Director William Friedkin, one of the most significant filmmakers of the past 50 years, has died at 87. Friedkin is best known for his two great films, The French Connection and The Exorcist, each groundbreaking in its own way. The French Connection, despite an anti-hero with off-putting characteristics and a setting in NYC at its grimiest, had audiences on the the edge of their seats, and its car chase (before CGI) is still the gold standard. The Exorcist was the first horror movie to be nominated for Oscar (a recognition previously unthinkable).
Robbie Robertson was justifiably famous as a musician and a songwriter, fronting The Band with its many hits and backing Bob Dylan’s transition from acoustic to electric. In fact, I was introduced to Robertson on-screen as a subject of Martin Scorsese’s documentary The Last Waltz, still one of the greatest concert films. But Robertson also became a significant force in the music of cinema, amassing almost 300 screen credits on IMDb as a composer, music supervisor or contributor to the soundtrack. Robertson’s behind the screen work included many collaborations with Scorsese, the last being the heralded Killers of the Flower Moon. Robertson identified as an indigenous Canadian, whose mother was Cayuga and Mohawk from the Six Nations Reserve.
Director Hugh Hudson’s FIRST FEATURE won the Best Picture Oscar – Chariots of Fire. He never approached that level of achievement with feature films again, although he had a successful career directing commercials. He was one of the very few directors to attempt to make a movie about the American Revolution, Revolution.
Writer Bo Goldman won an adapted screenplay Oscar for One Flew Over the Cuckoo’s Nest and an original screenplay Oscar for Melvin and Howard.
Documentarian Nancy Buirski directed The Loving Story in 2011 and Desperate Souls, Dark City and the Legend of Midnight Cowboy in 2023.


◆ **Directions for this task**
Check each line of the listing for the string "caption", count the lines that have it, and answer with that number only.

◆ **Source records**
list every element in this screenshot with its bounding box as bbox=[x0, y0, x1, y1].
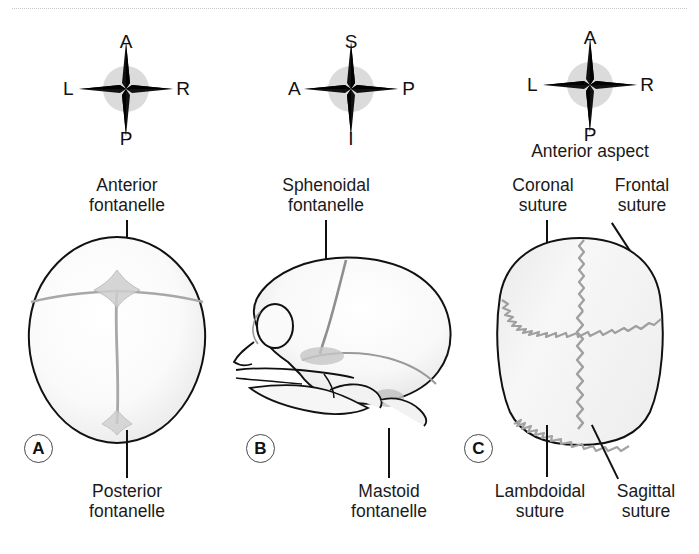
frontal-suture-label: Frontal suture bbox=[615, 175, 669, 215]
panel-badge-c: C bbox=[464, 434, 493, 463]
lambdoidal-suture-leader bbox=[546, 425, 548, 477]
anterior-aspect-caption: Anterior aspect bbox=[531, 141, 649, 162]
compass-label-west: L bbox=[527, 75, 538, 94]
compass-label-east: R bbox=[640, 75, 654, 94]
adult-skull-superior-art bbox=[480, 234, 680, 449]
sphenoidal-fontanelle-label: Sphenoidal fontanelle bbox=[282, 175, 370, 215]
compass-label-south: P bbox=[120, 129, 133, 148]
sagittal-suture-label-line2: suture bbox=[617, 501, 675, 521]
compass-rose-b: S I A P bbox=[291, 34, 411, 144]
posterior-fontanelle-leader bbox=[126, 430, 128, 478]
infant-skull-superior-art bbox=[22, 234, 212, 449]
compass-label-north: A bbox=[120, 32, 133, 51]
compass-label-north: S bbox=[345, 32, 358, 51]
posterior-fontanelle-label-line2: fontanelle bbox=[89, 501, 165, 521]
mastoid-fontanelle-label-line2: fontanelle bbox=[351, 501, 427, 521]
posterior-fontanelle-label-line1: Posterior bbox=[92, 481, 162, 501]
coronal-suture-label-line1: Coronal bbox=[512, 175, 573, 195]
sagittal-suture-label: Sagittal suture bbox=[617, 481, 675, 521]
compass-label-south: I bbox=[348, 129, 353, 148]
frontal-suture-label-line2: suture bbox=[615, 195, 669, 215]
lambdoidal-suture-label-line2: suture bbox=[495, 501, 585, 521]
compass-label-west: A bbox=[288, 79, 301, 98]
anterior-fontanelle-label: Anterior fontanelle bbox=[89, 175, 165, 215]
compass-label-west: L bbox=[63, 79, 74, 98]
coronal-suture-label: Coronal suture bbox=[512, 175, 573, 215]
coronal-suture-label-line2: suture bbox=[512, 195, 573, 215]
panel-c: A P L R Anterior aspect Coronal suture F… bbox=[466, 0, 699, 554]
panel-badge-c-letter: C bbox=[472, 439, 484, 459]
lambdoidal-suture-label-line1: Lambdoidal bbox=[495, 481, 585, 501]
mastoid-fontanelle-label-line1: Mastoid bbox=[358, 481, 419, 501]
posterior-fontanelle-label: Posterior fontanelle bbox=[89, 481, 165, 521]
anterior-fontanelle-label-line2: fontanelle bbox=[89, 195, 165, 215]
panel-b: S I A P Sphenoidal fontanelle bbox=[233, 0, 466, 554]
anterior-fontanelle-label-line1: Anterior bbox=[96, 175, 157, 195]
compass-rose-a: A P L R bbox=[66, 34, 186, 144]
frontal-suture-label-line1: Frontal bbox=[615, 175, 669, 195]
mastoid-fontanelle-leader bbox=[388, 428, 390, 478]
panel-a: A P L R Anterior fontanelle bbox=[0, 0, 233, 554]
compass-label-north: A bbox=[584, 28, 597, 47]
compass-label-east: R bbox=[176, 79, 190, 98]
infant-skull-lateral-art bbox=[230, 250, 470, 430]
lambdoidal-suture-label: Lambdoidal suture bbox=[495, 481, 585, 521]
mastoid-fontanelle-label: Mastoid fontanelle bbox=[351, 481, 427, 521]
panel-badge-b-letter: B bbox=[254, 439, 266, 459]
panel-badge-a-letter: A bbox=[32, 439, 44, 459]
anatomy-figure: A P L R Anterior fontanelle bbox=[0, 0, 699, 554]
compass-rose-c: A P L R bbox=[530, 30, 650, 140]
panel-badge-b: B bbox=[246, 434, 275, 463]
sphenoidal-fontanelle-label-line1: Sphenoidal bbox=[282, 175, 370, 195]
panel-badge-a: A bbox=[24, 434, 53, 463]
compass-label-east: P bbox=[402, 79, 415, 98]
sagittal-suture-label-line1: Sagittal bbox=[617, 481, 675, 501]
sphenoidal-fontanelle-label-line2: fontanelle bbox=[282, 195, 370, 215]
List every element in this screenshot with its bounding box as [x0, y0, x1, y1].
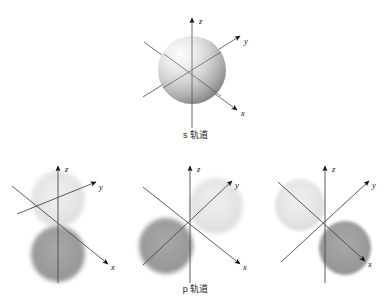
py-axis-label-z: z	[196, 164, 201, 174]
px-axis-label-z: z	[331, 164, 336, 174]
px-axis-label-x: x	[367, 259, 372, 269]
py-axis-label-y: y	[234, 180, 239, 190]
pz-axis-label-y: y	[98, 182, 103, 192]
pz-axis-label-z: z	[64, 164, 69, 174]
s-orbital-diagram: z y x	[143, 16, 248, 128]
p-orbital-caption: p 轨道	[0, 285, 391, 294]
py-lobe-negative	[139, 218, 193, 274]
py-axis-label-x: x	[242, 262, 247, 272]
s-axis-label-x: x	[240, 108, 245, 118]
px-lobe-negative	[275, 179, 325, 231]
orbital-figure: z y x z y x z y x	[0, 0, 391, 305]
s-axis-label-z: z	[198, 16, 203, 26]
px-orbital-diagram: z y x	[275, 164, 376, 283]
s-orbital-caption: s 轨道	[0, 131, 391, 140]
s-axis-label-y: y	[243, 36, 248, 46]
pz-orbital-diagram: z y x	[12, 164, 115, 283]
py-orbital-diagram: z y x	[139, 164, 247, 283]
pz-axis-label-x: x	[110, 262, 115, 272]
px-axis-label-y: y	[371, 180, 376, 190]
px-lobe-positive	[319, 221, 371, 275]
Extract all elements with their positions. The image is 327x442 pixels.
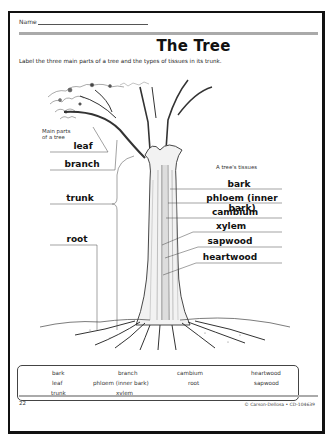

◆ **Output of the exercise**
3